Specifically, it made it very easy to implement the following:
- The highlights.js integration can now be configured with additional languages. (#1094)
- The user can now choose whether to use KaTeX or MathJax, and pass configuration option to both directly in the
make.jl
script. #1097
Finally, while not related to the dynamic generation of documenter.js
, I also added the possibility for the user to add remote dependencies (#1108). This, for example, can be used to include additional fonts from e.g. Google Fonts:
assets = [
asset("https://fonts.googleapis.com/css?family=Nanum+Brush+Script&display=swap", class=:css)
]
One thing that is yet to do is having an ability for the user to add in their own custom scripts to documenter.js
.
New doctesting API
Documenter 0.23, which I released half-way through the summer of code, included a new API for doctesting (the automatic verification that outputs of code snippets in the manual are up to date).
This was not initially planned to be a major part of the project, as I just had to finish off an almost year-old pull request (#774).

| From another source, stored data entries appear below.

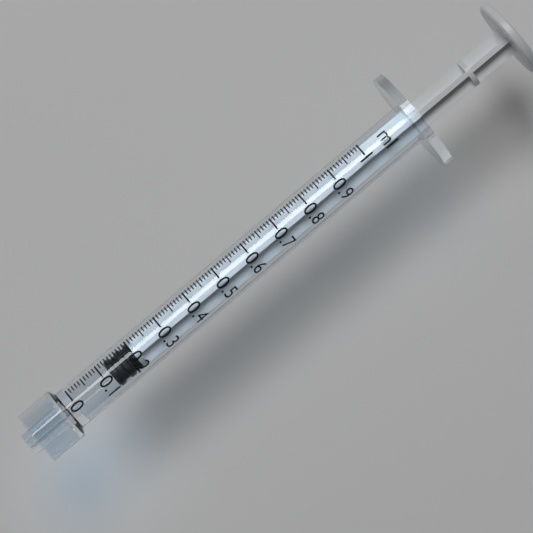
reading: 0.12 ml
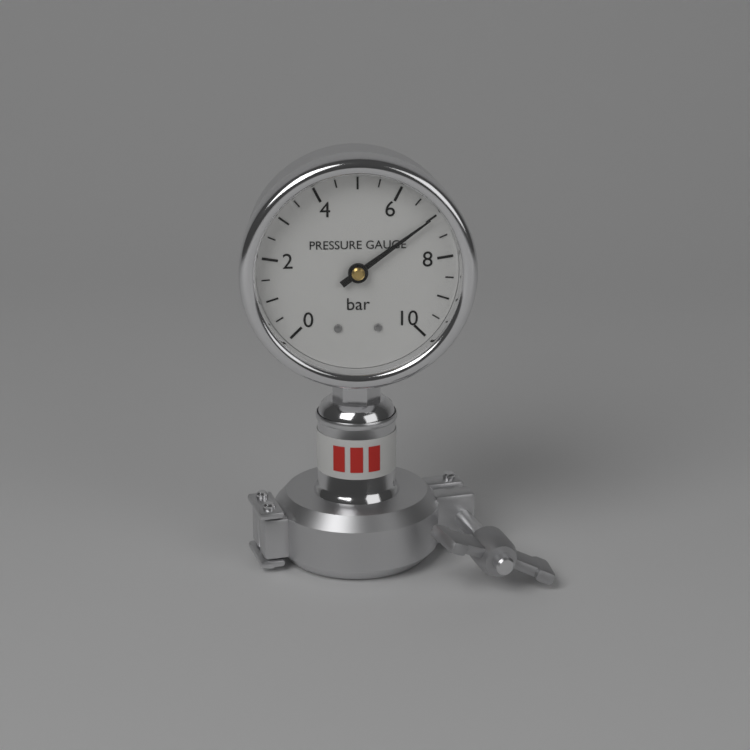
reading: 7.0 bar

However, it turned out to be a bit more work than initially planned and was developed a little bit further based on feedback (#1054).

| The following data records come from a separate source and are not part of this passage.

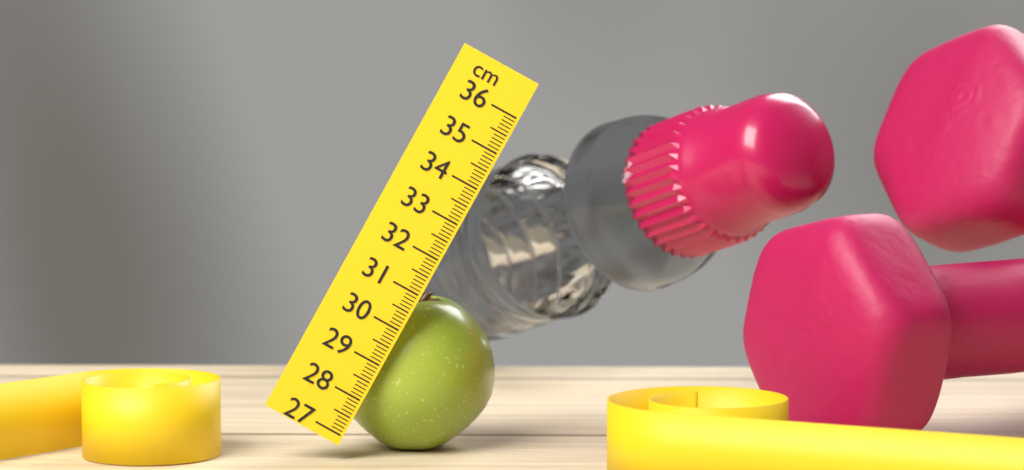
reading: 31.0 cm
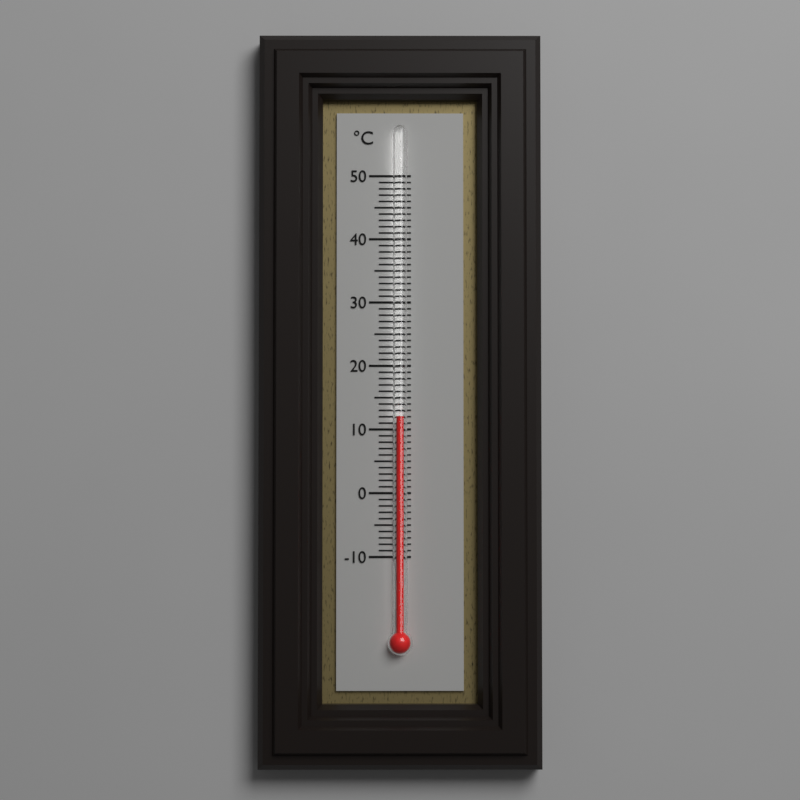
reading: 12 °C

Previously, in order to verify all the code snippets, you had to perform a full documentation build. As this also involves running all the @example
etc. blocks, this can be quite time-consuming. So the initial goal was to allow checking the doctests without running all the other build stages by passing a special option to makedocs
:
makedocs(..., doctest=:only)
Internally, this feature required a little bit of refactoring. Generally, all the at-blocks and doctests get executed sequentially on a page. Specifically, before we can reliably run a doctest, we need to make sure that we have evaluated all the metadata in at-meta blocks. For doctests in docstrings, this means that we first need to figure out where exactly the docstring ends up in the manual, which means running quite a large chunk of the Documenter-machinery.

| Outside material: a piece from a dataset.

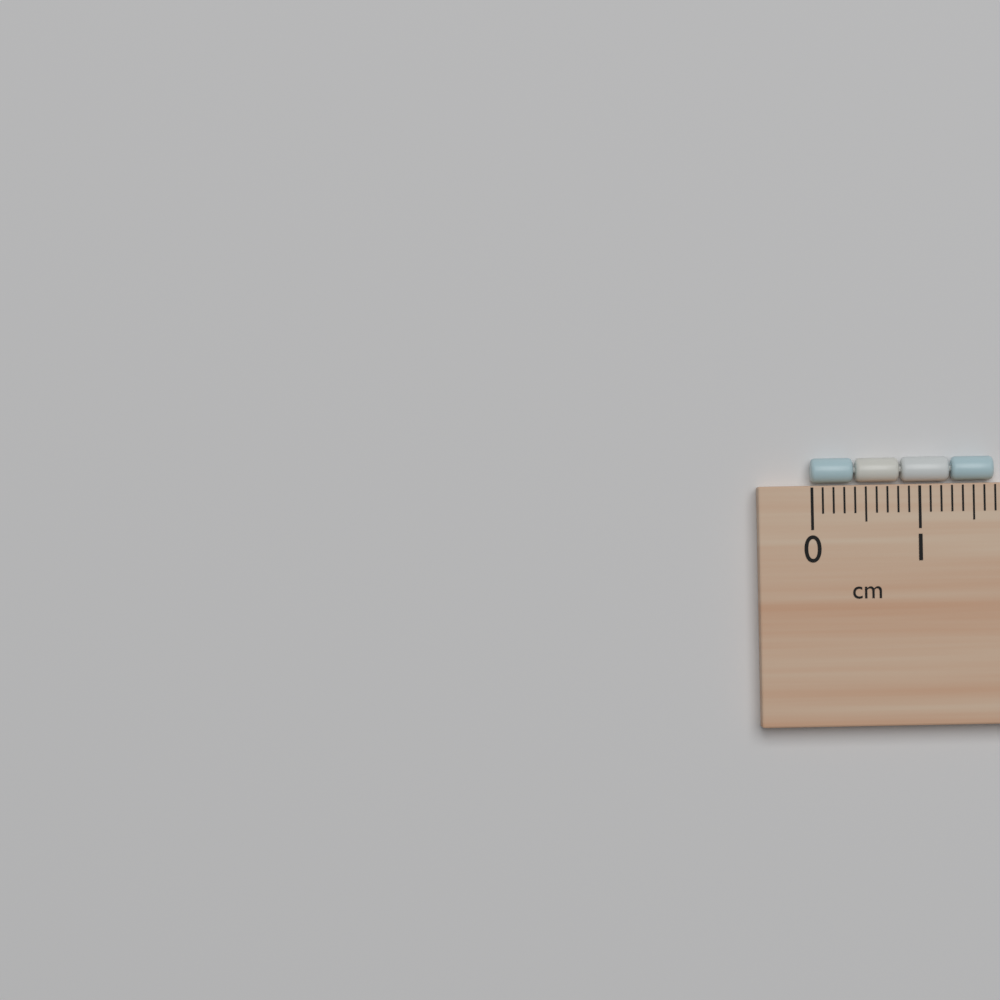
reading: 1.7 cm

To get around this, doctests in docstrings now run completely independently of at-docs blocks etc. Instead of setting the metadata with at-meta blocks, you attach it to a module, which will then apply to all the doctests defined in that module. This can be done using the functions in Documenter's DocMeta
module.
DocMeta.setdocmeta!(MyPackage, :DocTestSetup, :(using MyPackage); recursive=true)
Once all of that was implemented, it became clear it would be very easy to also add a function for just running doctests, such that it would only run the testsets. Hence, doctest
was born:
using Test, Documenter, MyPackage
@testset "MyPackage" begin
... # other tests & testsets
doctest(MyPackage)
... # other tests & testsets
end
Currently, internally it just does a simple makedocs
call with doctest=:only
.
The doctest
function actually returns a test set, so it is very easy to incorporate it into existing package test sets. In the future, we can hopefully record each doctest separately in the log.
Statistics
Based on GitHub contributors page of Documenter for the period of the project I added 28,024 SLOC and removed 2,981. This might sounds impressive.. until you realize that it also includes vendored-in Bulma dependency and compiled CSS files for the default themes. GitHub's "Code frequency" graph for Documenter will be interesting for the foreseeable future:
The pull requests are probably a better metric. During the project, I opened:
- 33 pull requests against Documenter.jl
- 3 pull requests against DocumenterTools
- 7 pull requests against the core Julia repository
Some of these are very minor and not all were directly related to the summer of code project (e.g. general maintenance work). I have pointed out all the major ones in the text above.
Only three pull requests are still open and they have to do with: (1) the theming API, (2) switching the Julia manual over to the new front end, and (3) an unrelated pull request about CI settings.
- 1This requires the release of Documenter 0.24 and the merging of JuliaLang/julia#32839. Then the docs for the development version of Julia will switch over, and it will eventually propagate to a stable release as well.